Spanish studio ALT arquitectura has recently completed the Roncero House project.
This two story contemporary residence is located in Madrid, Spain.
Roncero House by ALT arquitectura:
“Built into a slope, the project is a two-story house with distinct entrances on each floor. The property is developed as a narrow longitudinal scheme to make the most of the garden plot. The volume arises from the main street of the merger of the two branches of access and it develops as a concrete materialization in the first floor, which rises to close the volume weightless cantilever.
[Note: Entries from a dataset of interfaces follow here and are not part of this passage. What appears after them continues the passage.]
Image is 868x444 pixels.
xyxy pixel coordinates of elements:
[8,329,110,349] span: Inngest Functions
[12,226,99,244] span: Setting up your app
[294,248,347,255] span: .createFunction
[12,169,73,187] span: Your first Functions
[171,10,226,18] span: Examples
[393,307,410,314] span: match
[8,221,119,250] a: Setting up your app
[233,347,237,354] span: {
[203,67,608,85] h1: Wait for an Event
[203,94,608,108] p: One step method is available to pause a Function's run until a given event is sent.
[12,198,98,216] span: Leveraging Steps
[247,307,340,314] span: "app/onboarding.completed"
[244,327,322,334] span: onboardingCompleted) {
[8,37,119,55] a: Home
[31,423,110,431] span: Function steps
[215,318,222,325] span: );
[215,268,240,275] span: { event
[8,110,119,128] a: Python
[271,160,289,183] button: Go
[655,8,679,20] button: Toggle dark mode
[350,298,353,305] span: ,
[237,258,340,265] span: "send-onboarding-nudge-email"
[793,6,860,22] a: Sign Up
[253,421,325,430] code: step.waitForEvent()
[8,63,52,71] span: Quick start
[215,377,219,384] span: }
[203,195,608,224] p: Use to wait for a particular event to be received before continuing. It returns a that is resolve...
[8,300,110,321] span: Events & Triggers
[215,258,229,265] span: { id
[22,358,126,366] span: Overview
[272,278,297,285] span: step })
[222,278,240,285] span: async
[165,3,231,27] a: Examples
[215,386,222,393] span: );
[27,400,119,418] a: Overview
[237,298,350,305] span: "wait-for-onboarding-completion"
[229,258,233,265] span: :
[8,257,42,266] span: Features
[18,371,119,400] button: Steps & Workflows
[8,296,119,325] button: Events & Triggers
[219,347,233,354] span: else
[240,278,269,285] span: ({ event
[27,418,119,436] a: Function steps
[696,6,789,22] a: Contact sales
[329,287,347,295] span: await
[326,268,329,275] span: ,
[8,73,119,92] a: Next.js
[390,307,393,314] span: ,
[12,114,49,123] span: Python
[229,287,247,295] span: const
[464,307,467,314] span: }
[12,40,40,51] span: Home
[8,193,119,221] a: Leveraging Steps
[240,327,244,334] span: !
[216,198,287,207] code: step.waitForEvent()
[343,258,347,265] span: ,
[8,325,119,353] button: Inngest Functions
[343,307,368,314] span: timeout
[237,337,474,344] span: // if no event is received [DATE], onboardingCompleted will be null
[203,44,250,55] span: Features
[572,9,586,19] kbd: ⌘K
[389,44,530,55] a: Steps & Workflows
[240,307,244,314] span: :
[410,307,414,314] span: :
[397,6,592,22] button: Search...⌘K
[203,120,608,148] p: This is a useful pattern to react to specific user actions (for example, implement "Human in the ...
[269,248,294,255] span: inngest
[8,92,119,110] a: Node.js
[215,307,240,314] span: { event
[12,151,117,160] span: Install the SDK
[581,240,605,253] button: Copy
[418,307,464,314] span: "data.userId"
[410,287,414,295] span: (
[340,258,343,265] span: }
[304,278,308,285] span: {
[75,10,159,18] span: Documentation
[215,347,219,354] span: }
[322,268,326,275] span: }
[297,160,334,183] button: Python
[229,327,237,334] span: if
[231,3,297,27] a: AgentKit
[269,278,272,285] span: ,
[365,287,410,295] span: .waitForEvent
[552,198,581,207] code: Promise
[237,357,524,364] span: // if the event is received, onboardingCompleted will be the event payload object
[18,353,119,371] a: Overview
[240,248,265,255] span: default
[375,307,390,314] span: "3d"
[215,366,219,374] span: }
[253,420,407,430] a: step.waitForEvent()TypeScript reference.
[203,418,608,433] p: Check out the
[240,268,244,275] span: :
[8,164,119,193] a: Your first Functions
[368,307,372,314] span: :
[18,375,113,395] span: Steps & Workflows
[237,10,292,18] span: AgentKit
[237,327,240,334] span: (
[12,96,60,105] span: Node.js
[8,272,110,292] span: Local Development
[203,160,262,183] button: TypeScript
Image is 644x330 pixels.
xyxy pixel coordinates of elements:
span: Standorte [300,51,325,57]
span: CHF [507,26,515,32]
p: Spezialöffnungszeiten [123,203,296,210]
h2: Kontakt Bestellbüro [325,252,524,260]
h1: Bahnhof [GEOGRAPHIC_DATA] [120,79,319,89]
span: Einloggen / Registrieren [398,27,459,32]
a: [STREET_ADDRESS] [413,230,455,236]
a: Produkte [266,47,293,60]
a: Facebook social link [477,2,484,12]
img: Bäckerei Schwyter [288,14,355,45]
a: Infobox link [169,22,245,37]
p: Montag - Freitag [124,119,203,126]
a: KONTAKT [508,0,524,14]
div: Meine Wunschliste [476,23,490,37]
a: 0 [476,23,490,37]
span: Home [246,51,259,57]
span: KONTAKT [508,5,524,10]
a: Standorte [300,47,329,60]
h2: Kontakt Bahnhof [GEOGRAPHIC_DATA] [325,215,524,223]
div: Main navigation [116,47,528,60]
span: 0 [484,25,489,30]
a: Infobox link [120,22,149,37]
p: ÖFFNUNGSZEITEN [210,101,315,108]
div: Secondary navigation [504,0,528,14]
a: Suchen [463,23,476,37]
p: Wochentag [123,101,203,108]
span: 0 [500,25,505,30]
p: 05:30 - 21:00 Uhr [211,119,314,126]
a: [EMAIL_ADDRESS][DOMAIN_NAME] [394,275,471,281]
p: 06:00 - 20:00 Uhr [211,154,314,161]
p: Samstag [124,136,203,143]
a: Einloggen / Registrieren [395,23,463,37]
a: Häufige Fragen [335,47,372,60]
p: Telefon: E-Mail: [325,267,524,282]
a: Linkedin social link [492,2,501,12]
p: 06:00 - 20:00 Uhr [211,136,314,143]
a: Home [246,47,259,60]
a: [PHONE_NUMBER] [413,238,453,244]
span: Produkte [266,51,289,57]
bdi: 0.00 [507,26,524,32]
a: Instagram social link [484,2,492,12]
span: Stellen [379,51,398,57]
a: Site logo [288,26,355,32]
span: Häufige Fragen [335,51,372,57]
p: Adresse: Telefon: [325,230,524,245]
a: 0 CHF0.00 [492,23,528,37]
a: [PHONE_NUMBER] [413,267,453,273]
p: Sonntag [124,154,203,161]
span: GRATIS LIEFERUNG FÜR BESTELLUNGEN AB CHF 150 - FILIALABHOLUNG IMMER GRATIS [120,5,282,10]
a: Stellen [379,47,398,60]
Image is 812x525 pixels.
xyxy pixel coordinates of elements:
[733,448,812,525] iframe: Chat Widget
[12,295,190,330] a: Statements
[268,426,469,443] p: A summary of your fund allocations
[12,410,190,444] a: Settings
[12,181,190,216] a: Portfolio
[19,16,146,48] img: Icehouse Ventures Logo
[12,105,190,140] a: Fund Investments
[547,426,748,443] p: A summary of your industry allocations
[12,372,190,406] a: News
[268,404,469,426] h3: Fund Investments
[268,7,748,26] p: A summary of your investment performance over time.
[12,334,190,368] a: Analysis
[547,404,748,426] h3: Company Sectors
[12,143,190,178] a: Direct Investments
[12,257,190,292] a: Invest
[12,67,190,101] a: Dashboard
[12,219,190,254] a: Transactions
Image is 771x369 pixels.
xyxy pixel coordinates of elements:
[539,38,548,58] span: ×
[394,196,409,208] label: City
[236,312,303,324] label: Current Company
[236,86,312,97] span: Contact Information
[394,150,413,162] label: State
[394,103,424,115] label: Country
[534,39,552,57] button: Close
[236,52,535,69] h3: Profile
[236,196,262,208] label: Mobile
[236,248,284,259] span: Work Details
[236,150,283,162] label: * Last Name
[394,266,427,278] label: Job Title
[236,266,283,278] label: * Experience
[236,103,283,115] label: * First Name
This house is perhaps the most expressive done by ALT arquitectura. They designed the house with huge concrete surfaces flying over the ground, without giving too many clues of structural performance. We were looking for a non-logical structure to provide spaces with something magical.
The volume setting has been designed to deceive the intuitive structural sense that tells us why things do not fall. Contemplating large and heavy volumes of concrete without knowing where they hold creates an odd and pleasant sensation. The heavy becomes light. The large glass skylight manages to create the feeling of being outside, and increase the lightness of the staircase. They used calibrated round20mm, and end result has a surprising rigidity. IPE200 beams that support the treads hanging were bolted to the concrete by a plate dimension of the head of the beam.
The space changes with movement and with the variable interaction of sunlight. The house is composed of overlapping spatial concepts. Some are more three-dimensional, others are more bi-dimensional, and everything is woven by one-dimensional vertical rods of the ladder.
The material that creates the main enclosure is concrete. What is not concrete, or fluted metal is polished stainless steel. The windows are aluminum finished steel. They selected a special profile of straight angles. The architects intention is that nature is reflected in the skin of the building, accentuating the flight of the large volume of concrete.”